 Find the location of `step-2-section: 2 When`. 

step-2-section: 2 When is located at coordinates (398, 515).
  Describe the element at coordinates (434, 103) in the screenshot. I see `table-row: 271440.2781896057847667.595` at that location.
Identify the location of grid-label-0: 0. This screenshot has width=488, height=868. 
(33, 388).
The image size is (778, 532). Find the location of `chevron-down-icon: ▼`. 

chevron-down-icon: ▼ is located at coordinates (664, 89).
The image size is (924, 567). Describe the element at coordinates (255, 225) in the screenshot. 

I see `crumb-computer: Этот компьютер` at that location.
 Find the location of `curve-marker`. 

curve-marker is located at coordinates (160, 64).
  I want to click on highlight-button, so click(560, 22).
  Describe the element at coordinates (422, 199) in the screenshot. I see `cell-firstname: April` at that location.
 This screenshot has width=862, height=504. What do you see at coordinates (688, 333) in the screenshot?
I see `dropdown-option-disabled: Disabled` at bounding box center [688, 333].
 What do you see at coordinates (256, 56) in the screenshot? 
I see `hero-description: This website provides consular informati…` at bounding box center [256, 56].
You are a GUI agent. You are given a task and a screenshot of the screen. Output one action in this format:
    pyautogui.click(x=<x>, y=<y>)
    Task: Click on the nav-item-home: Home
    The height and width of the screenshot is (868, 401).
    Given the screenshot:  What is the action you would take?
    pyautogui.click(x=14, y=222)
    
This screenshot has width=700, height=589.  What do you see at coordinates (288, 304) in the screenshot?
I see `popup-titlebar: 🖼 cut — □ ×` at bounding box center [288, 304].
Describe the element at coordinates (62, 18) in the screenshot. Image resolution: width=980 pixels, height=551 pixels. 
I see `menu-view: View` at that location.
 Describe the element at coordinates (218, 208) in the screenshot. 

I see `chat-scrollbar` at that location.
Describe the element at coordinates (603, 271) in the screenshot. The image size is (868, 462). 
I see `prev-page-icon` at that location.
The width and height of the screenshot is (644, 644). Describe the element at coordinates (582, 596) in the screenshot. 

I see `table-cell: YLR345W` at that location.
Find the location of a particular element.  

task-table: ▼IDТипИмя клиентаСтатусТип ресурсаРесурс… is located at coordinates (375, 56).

ABOUT THIS TASK —
The full listing needs to be output again, exactly as it reads.

ANSWER SPACE —
 Find the location of `step-2-section: 2 When`. 

step-2-section: 2 When is located at coordinates (398, 515).
  Describe the element at coordinates (434, 103) in the screenshot. I see `table-row: 271440.2781896057847667.595` at that location.
Identify the location of grid-label-0: 0. This screenshot has width=488, height=868. 
(33, 388).
The image size is (778, 532). Find the location of `chevron-down-icon: ▼`. 

chevron-down-icon: ▼ is located at coordinates (664, 89).
The image size is (924, 567). Describe the element at coordinates (255, 225) in the screenshot. 

I see `crumb-computer: Этот компьютер` at that location.
 Find the location of `curve-marker`. 

curve-marker is located at coordinates (160, 64).
  I want to click on highlight-button, so click(560, 22).
  Describe the element at coordinates (422, 199) in the screenshot. I see `cell-firstname: April` at that location.
 This screenshot has width=862, height=504. What do you see at coordinates (688, 333) in the screenshot?
I see `dropdown-option-disabled: Disabled` at bounding box center [688, 333].
 What do you see at coordinates (256, 56) in the screenshot? 
I see `hero-description: This website provides consular informati…` at bounding box center [256, 56].
You are a GUI agent. You are given a task and a screenshot of the screen. Output one action in this format:
    pyautogui.click(x=<x>, y=<y>)
    Task: Click on the nav-item-home: Home
    The height and width of the screenshot is (868, 401).
    Given the screenshot:  What is the action you would take?
    pyautogui.click(x=14, y=222)
    
This screenshot has width=700, height=589.  What do you see at coordinates (288, 304) in the screenshot?
I see `popup-titlebar: 🖼 cut — □ ×` at bounding box center [288, 304].
Describe the element at coordinates (62, 18) in the screenshot. Image resolution: width=980 pixels, height=551 pixels. 
I see `menu-view: View` at that location.
 Describe the element at coordinates (218, 208) in the screenshot. 

I see `chat-scrollbar` at that location.
Describe the element at coordinates (603, 271) in the screenshot. The image size is (868, 462). 
I see `prev-page-icon` at that location.
The width and height of the screenshot is (644, 644). Describe the element at coordinates (582, 596) in the screenshot. 

I see `table-cell: YLR345W` at that location.
Find the location of a particular element.  

task-table: ▼IDТипИмя клиентаСтатусТип ресурсаРесурс… is located at coordinates (375, 56).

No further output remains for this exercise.